Jack: “So food is emotion you can chew?”
Jeeny: (laughing) “Exactly. Food makes the abstract edible. It turns love, guilt, joy, and longing into something you can hold between your hands.”
Jack: “And yet, people waste it without thought.”
Jeeny: “Because they forget it’s sacred.”
Host: Outside, the wind picked up, carrying the faint hum of night. Inside, the world seemed to shrink to the small glow of their booth — two people, two plates, one lingering truth between them.
Jack: “You know, you make it sound like food is art.”
Jeeny: “It is. Every cook is a storyteller, every meal a canvas. Even a sandwich can be sacred if made with care.”
Jack: “Then maybe we’re all artists, without knowing it.”
Jeeny: “We are. Every time we feed someone, we write a small poem in their memory.”
Host: The light flickered once more, and then steadied. Jeeny picked up a peanut, dropped it into her Coke, and smiled as it fizzed to the surface.
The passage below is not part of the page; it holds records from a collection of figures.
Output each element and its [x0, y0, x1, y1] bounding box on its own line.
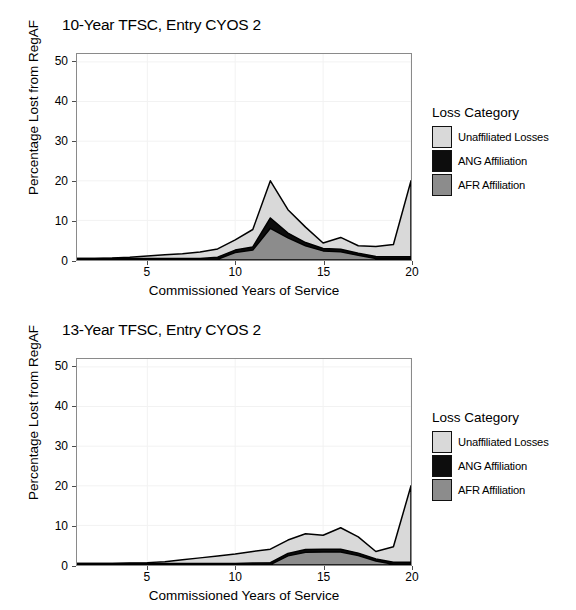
- chart-panel-13-year: 13-Year TFSC, Entry CYOS 2 Percentage Lo…: [0, 305, 576, 610]
- y-tick-label: 0: [42, 254, 68, 268]
- area-chart-svg: [77, 359, 411, 565]
- y-tick-label: 10: [42, 214, 68, 228]
- x-tick-label: 5: [143, 265, 150, 279]
- legend: Loss Category Unaffiliated Losses ANG Af…: [432, 410, 576, 502]
- chart-panel-10-year: 10-Year TFSC, Entry CYOS 2 Percentage Lo…: [0, 0, 576, 305]
- x-tick-label: 10: [228, 570, 241, 584]
- legend-label: Unaffiliated Losses: [458, 131, 549, 143]
- x-tick-label: 5: [143, 570, 150, 584]
- y-tick-label: 40: [42, 399, 68, 413]
- legend-row[interactable]: ANG Affiliation: [432, 454, 576, 478]
- legend-swatch-ang: [432, 150, 452, 172]
- y-tick-label: 20: [42, 174, 68, 188]
- chart-title: 10-Year TFSC, Entry CYOS 2: [62, 16, 261, 34]
- legend-swatch-unaffiliated: [432, 126, 452, 148]
- x-tick-label: 15: [317, 265, 330, 279]
- legend-row[interactable]: Unaffiliated Losses: [432, 125, 576, 149]
- legend-swatch-afr: [432, 479, 452, 501]
- chart-title: 13-Year TFSC, Entry CYOS 2: [62, 321, 261, 339]
- y-tick-mark: [72, 261, 76, 262]
- legend-label: ANG Affiliation: [458, 155, 527, 167]
- y-tick-label: 20: [42, 479, 68, 493]
- x-tick-label: 15: [317, 570, 330, 584]
- y-axis-label: Percentage Lost from RegAF: [26, 298, 41, 528]
- legend-row[interactable]: AFR Affiliation: [432, 478, 576, 502]
- y-tick-mark: [72, 566, 76, 567]
- x-axis-label: Commissioned Years of Service: [76, 588, 412, 603]
- y-tick-mark: [72, 101, 76, 102]
- y-tick-mark: [72, 446, 76, 447]
- y-axis-label: Percentage Lost from RegAF: [26, 0, 41, 223]
- y-tick-mark: [72, 61, 76, 62]
- legend-items: Unaffiliated Losses ANG Affiliation AFR …: [432, 430, 576, 502]
- legend-row[interactable]: AFR Affiliation: [432, 173, 576, 197]
- y-tick-label: 50: [42, 359, 68, 373]
- legend-title: Loss Category: [432, 105, 576, 120]
- y-tick-label: 40: [42, 94, 68, 108]
- x-tick-label: 20: [405, 265, 418, 279]
- legend-swatch-ang: [432, 455, 452, 477]
- y-tick-mark: [72, 486, 76, 487]
- legend-items: Unaffiliated Losses ANG Affiliation AFR …: [432, 125, 576, 197]
- y-tick-label: 50: [42, 54, 68, 68]
- legend-swatch-afr: [432, 174, 452, 196]
- legend-swatch-unaffiliated: [432, 431, 452, 453]
- legend-title: Loss Category: [432, 410, 576, 425]
- plot-area: [76, 358, 412, 566]
- x-axis-label: Commissioned Years of Service: [76, 283, 412, 298]
- y-tick-label: 30: [42, 134, 68, 148]
- y-tick-mark: [72, 221, 76, 222]
- y-tick-label: 10: [42, 519, 68, 533]
- y-tick-mark: [72, 141, 76, 142]
- y-tick-label: 30: [42, 439, 68, 453]
- legend-row[interactable]: Unaffiliated Losses: [432, 430, 576, 454]
- x-tick-label: 10: [228, 265, 241, 279]
- x-tick-label: 20: [405, 570, 418, 584]
- plot-area: [76, 53, 412, 261]
- legend-row[interactable]: ANG Affiliation: [432, 149, 576, 173]
- y-tick-mark: [72, 406, 76, 407]
- legend-label: AFR Affiliation: [458, 484, 525, 496]
- y-tick-mark: [72, 366, 76, 367]
- y-tick-mark: [72, 526, 76, 527]
- legend-label: AFR Affiliation: [458, 179, 525, 191]
- legend-label: Unaffiliated Losses: [458, 436, 549, 448]
- legend-label: ANG Affiliation: [458, 460, 527, 472]
- y-tick-label: 0: [42, 559, 68, 573]
- area-chart-svg: [77, 54, 411, 260]
- y-tick-mark: [72, 181, 76, 182]
- legend: Loss Category Unaffiliated Losses ANG Af…: [432, 105, 576, 197]
- figure-root: 10-Year TFSC, Entry CYOS 2 Percentage Lo…: [0, 0, 576, 610]
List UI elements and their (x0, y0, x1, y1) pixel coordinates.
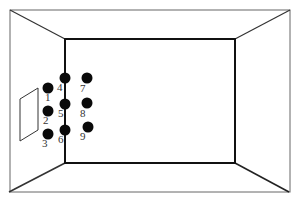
dot-label-1: 1 (45, 91, 51, 103)
edge-top-right (235, 10, 290, 39)
edge-bottom-left (9, 163, 65, 192)
room-diagram: 123456789 (0, 0, 297, 198)
side-panel (20, 88, 38, 141)
edge-top-left (10, 10, 65, 39)
dot-label-5: 5 (58, 107, 64, 119)
dot-label-7: 7 (80, 82, 86, 94)
stimulus-dots: 123456789 (42, 73, 94, 150)
dot-label-2: 2 (43, 114, 49, 126)
dot-label-9: 9 (80, 130, 86, 142)
dot-label-6: 6 (58, 133, 64, 145)
dot-label-3: 3 (42, 137, 48, 149)
outer-frame (10, 10, 290, 192)
dot-label-8: 8 (80, 107, 86, 119)
dot-label-4: 4 (57, 81, 63, 93)
edge-bottom-right (235, 163, 289, 192)
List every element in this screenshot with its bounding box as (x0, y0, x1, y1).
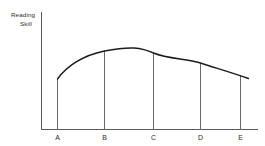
x-tick-label-d: D (198, 134, 203, 141)
x-tick-label-c: C (151, 134, 156, 141)
reading-skill-chart-figure: Reading Skill A B C D E (0, 0, 265, 146)
y-axis-label-line1: Reading (11, 11, 36, 18)
y-axis-label-line2: Skill (20, 20, 32, 27)
x-tick-label-e: E (238, 134, 243, 141)
x-tick-label-a: A (55, 134, 60, 141)
x-tick-label-b: B (102, 134, 107, 141)
chart-canvas: Reading Skill A B C D E (0, 0, 265, 146)
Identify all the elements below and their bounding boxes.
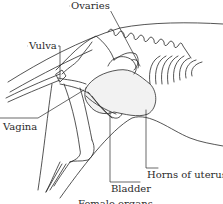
anatomy-diagram: Ovaries Vulva Vagina Bladder Horns of ut… <box>0 0 223 204</box>
leg-outline <box>38 84 52 190</box>
rib <box>149 56 160 84</box>
leader-horns <box>146 110 158 168</box>
figure-caption: Female organs <box>78 198 153 204</box>
spine <box>108 29 191 58</box>
vagina-tube <box>58 78 86 84</box>
label-bladder: Bladder <box>110 184 152 194</box>
label-vulva: Vulva <box>28 41 58 51</box>
uterus <box>85 70 156 116</box>
label-vagina: Vagina <box>2 122 38 132</box>
label-ovaries: Ovaries <box>70 1 111 11</box>
label-horns-of-uterus: Horns of uterus <box>146 170 223 180</box>
leader-vagina <box>0 90 84 118</box>
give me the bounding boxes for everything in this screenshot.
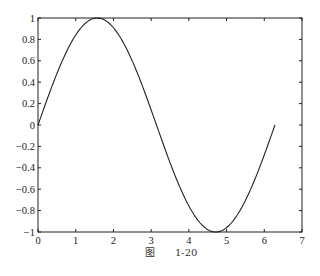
x-tick-label: 7	[299, 235, 304, 246]
y-tick-label: −0.2	[16, 141, 35, 152]
y-tick-label: 0	[30, 120, 35, 131]
y-tick-label: 1	[30, 13, 35, 24]
x-tick-label: 2	[111, 235, 116, 246]
y-tick-label: 0.2	[22, 98, 35, 109]
x-tick-label: 1	[73, 235, 78, 246]
x-tick-label: 0	[35, 235, 40, 246]
y-tick-label: 0.8	[22, 34, 35, 45]
x-tick-label: 5	[224, 235, 229, 246]
y-axis-ticks: 10.80.60.40.20−0.2−0.4−0.6−0.8−1	[16, 13, 302, 238]
y-tick-label: −0.8	[16, 205, 35, 216]
figure-caption-label: 图	[145, 247, 155, 258]
y-tick-label: −0.6	[16, 184, 35, 195]
figure-caption-number: 1-20	[175, 247, 197, 258]
x-tick-label: 6	[262, 235, 267, 246]
x-tick-label: 3	[149, 235, 154, 246]
y-tick-label: 0.6	[22, 55, 35, 66]
y-tick-label: −1	[24, 227, 35, 238]
sine-chart: 01234567 10.80.60.40.20−0.2−0.4−0.6−0.8−…	[0, 0, 320, 276]
sine-curve	[38, 18, 275, 232]
x-axis-ticks: 01234567	[35, 18, 304, 246]
plot-frame	[38, 18, 302, 232]
y-tick-label: −0.4	[16, 162, 36, 173]
x-tick-label: 4	[186, 235, 192, 246]
y-tick-label: 0.4	[22, 77, 36, 88]
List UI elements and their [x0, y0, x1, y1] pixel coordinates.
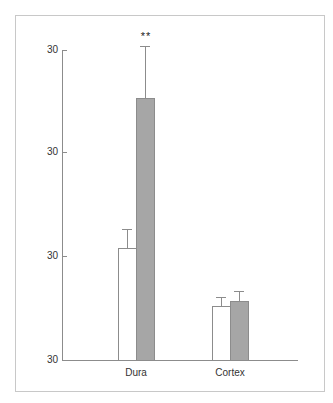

Jack: (watching) “You just turned a drink into nostalgia.”
Jeeny: “No, Jack. Into connection.”
Host: He hesitated, then reached for his fork, cutting a piece of pork chop, tasting it slowly — as if for the first time in years. The flavor lingered, rich and strange and achingly familiar.
Jack: (softly) “Maybe food is memory. Maybe that’s why we crave it — not for hunger, but for home.”
Jeeny: “Exactly. Home isn’t a place, Jack. It’s a taste.”
Host: The camera drifted outward, the diner glowing warm against the cool dark of the street. The jukebox switched to a slow blues tune, and outside, the rain began to fall — gentle, rhythmic, cleansing.
Inside, the two sat quietly, sharing a meal and something deeper — not conversation now, but understanding.
Host: And as the scene faded into the sound of rain and distant music, the quote lingered like the aftertaste of something beautiful:
That food, like love, is the most human story — a bridge between memory and belonging, between one heart and another.
To eat, to share, to remember — these are the ways we find our roots again, no matter how far we’ve wandered.